2 Comments
User's avatar
â­  Return to thread
Substacker's avatar

The story is more complicated by the fragile game setup by the primary system that amplifies the power of the extremes. Let's consider the game with the following simplifying assumptions: a) the prime directive of politicians is to remain in office, and b) the way that one wins elections is to mobilize one's supporters to vote and discourage one's opponents from voting. Given the rules of the game, politicians seeking office and serving in office must serve up the extremes to win, especially is highly gerrymandered elections. The bases that vote in primaries tend to a) have time on their hands, and b) passionate about cultural issues. No amount of education or persuasion will influence these votes, once they've made their committments.

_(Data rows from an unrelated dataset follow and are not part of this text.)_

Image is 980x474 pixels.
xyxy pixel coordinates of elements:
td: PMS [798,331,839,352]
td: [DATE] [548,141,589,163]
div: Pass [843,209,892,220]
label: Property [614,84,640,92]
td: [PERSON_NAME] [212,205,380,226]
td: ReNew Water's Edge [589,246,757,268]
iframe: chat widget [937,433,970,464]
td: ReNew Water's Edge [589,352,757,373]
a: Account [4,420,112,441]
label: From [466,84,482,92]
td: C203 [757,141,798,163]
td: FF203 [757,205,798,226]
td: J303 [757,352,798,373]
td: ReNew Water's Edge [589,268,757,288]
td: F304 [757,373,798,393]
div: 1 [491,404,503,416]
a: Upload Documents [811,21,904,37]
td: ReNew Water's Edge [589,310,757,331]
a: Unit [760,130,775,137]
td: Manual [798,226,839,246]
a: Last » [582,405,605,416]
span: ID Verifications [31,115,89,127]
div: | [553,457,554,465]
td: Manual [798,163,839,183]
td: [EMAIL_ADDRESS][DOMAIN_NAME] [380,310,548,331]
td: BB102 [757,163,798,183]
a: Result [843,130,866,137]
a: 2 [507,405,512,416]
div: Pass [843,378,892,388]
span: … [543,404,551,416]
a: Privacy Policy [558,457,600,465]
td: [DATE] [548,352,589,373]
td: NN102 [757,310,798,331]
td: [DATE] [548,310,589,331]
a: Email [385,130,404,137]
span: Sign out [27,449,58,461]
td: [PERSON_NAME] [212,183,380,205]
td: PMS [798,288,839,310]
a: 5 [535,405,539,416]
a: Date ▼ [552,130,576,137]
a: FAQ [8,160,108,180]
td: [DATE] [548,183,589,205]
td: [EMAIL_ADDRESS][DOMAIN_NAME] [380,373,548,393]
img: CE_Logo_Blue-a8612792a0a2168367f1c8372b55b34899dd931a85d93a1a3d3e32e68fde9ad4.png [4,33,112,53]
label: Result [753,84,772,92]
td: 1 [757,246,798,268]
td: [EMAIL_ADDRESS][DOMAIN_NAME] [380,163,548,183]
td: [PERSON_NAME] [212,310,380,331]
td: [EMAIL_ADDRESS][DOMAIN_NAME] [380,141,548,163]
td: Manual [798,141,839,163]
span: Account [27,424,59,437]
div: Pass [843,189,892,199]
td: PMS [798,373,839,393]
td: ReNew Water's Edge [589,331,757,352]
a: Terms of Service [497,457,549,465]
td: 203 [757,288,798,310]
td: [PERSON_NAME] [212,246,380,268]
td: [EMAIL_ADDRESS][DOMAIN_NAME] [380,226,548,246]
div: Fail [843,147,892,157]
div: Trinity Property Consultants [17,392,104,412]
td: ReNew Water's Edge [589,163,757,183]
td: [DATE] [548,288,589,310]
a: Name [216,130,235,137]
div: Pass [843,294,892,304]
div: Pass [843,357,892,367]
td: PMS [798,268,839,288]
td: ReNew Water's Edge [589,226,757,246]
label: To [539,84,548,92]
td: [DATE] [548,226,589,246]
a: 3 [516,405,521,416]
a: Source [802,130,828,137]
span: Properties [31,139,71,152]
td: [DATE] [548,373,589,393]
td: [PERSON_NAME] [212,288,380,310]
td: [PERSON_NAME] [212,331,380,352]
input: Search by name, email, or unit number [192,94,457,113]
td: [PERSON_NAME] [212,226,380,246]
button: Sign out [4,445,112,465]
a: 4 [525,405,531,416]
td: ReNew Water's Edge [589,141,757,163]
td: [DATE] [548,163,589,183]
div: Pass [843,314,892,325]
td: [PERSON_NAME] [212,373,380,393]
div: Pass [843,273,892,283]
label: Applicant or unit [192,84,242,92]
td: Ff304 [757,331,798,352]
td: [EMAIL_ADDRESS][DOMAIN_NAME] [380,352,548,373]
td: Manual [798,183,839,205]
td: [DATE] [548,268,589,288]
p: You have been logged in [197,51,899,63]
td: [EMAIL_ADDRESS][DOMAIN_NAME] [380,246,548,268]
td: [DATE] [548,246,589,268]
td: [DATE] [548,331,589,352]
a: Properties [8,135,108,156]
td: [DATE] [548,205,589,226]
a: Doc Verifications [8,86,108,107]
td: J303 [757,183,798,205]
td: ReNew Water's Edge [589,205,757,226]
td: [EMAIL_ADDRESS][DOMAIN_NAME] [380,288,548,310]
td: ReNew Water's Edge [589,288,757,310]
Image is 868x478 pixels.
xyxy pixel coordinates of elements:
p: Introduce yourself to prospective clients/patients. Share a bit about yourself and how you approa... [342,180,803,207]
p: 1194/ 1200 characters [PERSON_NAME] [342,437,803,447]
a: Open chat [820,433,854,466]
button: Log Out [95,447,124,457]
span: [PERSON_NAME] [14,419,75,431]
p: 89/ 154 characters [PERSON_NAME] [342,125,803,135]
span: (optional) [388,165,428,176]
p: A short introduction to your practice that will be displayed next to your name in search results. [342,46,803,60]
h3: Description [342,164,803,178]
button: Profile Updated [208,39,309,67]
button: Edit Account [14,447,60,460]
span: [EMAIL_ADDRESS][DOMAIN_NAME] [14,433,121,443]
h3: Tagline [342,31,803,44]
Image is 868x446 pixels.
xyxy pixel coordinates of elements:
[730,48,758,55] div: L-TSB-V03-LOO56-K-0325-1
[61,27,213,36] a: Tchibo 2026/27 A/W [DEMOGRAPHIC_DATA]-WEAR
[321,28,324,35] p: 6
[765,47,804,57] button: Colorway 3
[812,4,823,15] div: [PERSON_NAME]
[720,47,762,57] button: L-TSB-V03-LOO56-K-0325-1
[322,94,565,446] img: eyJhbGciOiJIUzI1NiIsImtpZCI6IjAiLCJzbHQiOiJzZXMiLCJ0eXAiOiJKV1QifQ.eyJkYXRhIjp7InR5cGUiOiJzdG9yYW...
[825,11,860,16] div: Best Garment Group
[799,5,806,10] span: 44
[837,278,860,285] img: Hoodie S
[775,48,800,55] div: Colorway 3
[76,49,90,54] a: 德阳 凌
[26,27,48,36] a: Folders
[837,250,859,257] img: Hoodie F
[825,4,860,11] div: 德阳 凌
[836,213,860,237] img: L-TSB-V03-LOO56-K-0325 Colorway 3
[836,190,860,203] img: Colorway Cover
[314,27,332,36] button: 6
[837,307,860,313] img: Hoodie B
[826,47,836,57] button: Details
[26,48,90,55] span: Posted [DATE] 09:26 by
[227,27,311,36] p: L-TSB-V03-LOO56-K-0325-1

Now consider the game chance if politicians knew that universal voter turnout was guaranteed. Under that game, there'd be no need to juice up support from the extremes. That won't make voters any better, but it would likely regress to the mean.

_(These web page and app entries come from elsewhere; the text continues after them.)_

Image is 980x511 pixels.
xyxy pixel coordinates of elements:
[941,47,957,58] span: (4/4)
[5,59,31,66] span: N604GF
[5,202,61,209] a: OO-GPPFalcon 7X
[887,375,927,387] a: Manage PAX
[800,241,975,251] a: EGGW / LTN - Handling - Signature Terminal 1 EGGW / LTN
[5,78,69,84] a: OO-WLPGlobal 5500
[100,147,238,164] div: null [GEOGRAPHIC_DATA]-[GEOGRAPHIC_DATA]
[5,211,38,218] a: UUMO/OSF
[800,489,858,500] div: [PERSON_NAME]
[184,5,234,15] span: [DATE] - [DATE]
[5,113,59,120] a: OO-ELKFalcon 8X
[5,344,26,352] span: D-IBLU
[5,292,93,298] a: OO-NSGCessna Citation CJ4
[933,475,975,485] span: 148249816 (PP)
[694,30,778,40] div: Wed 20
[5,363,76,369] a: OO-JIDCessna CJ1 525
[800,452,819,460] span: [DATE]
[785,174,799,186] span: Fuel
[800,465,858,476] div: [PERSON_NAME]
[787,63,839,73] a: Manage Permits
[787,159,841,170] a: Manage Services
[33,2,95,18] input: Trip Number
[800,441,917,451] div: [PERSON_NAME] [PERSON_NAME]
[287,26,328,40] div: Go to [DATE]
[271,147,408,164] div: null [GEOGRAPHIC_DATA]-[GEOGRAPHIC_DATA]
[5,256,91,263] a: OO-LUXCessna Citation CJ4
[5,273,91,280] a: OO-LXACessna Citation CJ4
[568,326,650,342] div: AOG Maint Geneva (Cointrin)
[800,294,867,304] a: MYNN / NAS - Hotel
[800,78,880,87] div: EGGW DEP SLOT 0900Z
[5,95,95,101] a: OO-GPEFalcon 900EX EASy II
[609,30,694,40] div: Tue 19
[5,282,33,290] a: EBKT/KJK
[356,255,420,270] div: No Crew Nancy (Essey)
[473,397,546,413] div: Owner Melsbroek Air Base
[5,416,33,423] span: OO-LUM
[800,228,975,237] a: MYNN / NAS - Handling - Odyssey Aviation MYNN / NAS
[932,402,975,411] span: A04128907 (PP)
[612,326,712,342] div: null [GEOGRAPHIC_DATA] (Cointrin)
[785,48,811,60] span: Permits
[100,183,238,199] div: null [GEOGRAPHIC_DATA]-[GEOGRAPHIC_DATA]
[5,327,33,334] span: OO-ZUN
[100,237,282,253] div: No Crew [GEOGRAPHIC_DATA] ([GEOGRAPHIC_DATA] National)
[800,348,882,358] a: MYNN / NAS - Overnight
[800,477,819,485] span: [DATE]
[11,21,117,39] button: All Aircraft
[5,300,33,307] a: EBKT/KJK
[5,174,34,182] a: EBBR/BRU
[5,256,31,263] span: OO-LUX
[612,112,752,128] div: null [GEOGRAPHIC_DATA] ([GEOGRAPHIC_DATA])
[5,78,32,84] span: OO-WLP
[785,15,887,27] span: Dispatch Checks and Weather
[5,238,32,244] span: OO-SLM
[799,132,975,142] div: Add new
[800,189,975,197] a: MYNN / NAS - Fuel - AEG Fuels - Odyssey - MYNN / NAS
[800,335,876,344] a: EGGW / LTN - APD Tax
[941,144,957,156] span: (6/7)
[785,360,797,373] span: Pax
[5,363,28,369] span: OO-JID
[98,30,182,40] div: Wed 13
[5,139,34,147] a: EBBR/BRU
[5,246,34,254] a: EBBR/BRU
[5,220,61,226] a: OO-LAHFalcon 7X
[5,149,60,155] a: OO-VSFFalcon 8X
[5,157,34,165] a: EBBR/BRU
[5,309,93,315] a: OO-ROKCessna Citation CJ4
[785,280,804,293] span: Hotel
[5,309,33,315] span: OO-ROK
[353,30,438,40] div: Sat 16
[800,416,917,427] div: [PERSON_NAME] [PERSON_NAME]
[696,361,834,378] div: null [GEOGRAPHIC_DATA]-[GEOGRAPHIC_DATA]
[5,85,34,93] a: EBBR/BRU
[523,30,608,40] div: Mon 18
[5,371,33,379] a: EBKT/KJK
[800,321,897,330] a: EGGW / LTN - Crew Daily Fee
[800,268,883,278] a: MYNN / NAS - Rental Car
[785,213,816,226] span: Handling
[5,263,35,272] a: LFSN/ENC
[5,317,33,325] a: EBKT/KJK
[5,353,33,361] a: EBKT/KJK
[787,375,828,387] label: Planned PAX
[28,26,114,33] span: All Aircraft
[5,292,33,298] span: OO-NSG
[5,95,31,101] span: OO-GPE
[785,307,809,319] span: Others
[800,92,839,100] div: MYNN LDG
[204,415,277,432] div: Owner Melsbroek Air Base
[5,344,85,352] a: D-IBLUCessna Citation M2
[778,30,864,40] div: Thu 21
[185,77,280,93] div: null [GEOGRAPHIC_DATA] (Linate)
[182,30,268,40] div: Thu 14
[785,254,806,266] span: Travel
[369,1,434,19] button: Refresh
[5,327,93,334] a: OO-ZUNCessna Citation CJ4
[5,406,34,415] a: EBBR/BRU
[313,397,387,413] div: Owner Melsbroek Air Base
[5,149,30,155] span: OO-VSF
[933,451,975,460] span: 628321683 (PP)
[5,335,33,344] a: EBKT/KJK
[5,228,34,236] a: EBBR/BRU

After enough cycles of that, with a different incentive structure in place, the same electorate with the same candidates would produce very different policy outcomes.

So it's not just the voters, it's the structure of the game.

Expand full comment
hrlngrv's avatar

Re the rules of the game, agreed that hyperpartisan 1st past the post (FPTP) primaries in gerrymandered districts leads to the results we see. From my perspective, Alaska's approach: open primary with top 5 vote winners on the general election ballot, then ranked choice voting in the general election seems to be the best approach any state has come up with so far.

God knows California's system is idiotic: open primary with only the top 2 vote winners on the general election ballot, distilling the worst of French 2-round elections into a system that's perfect for magnifying the partisan divide.

As a Californian born in the state, grew up through high school in the state, and living in the state for the last 34 years since I went from my 1st job to my 2nd, I've developed the theory that California is often 1st, and almost always makes mistakes too few other states learn from, other than not to be like California.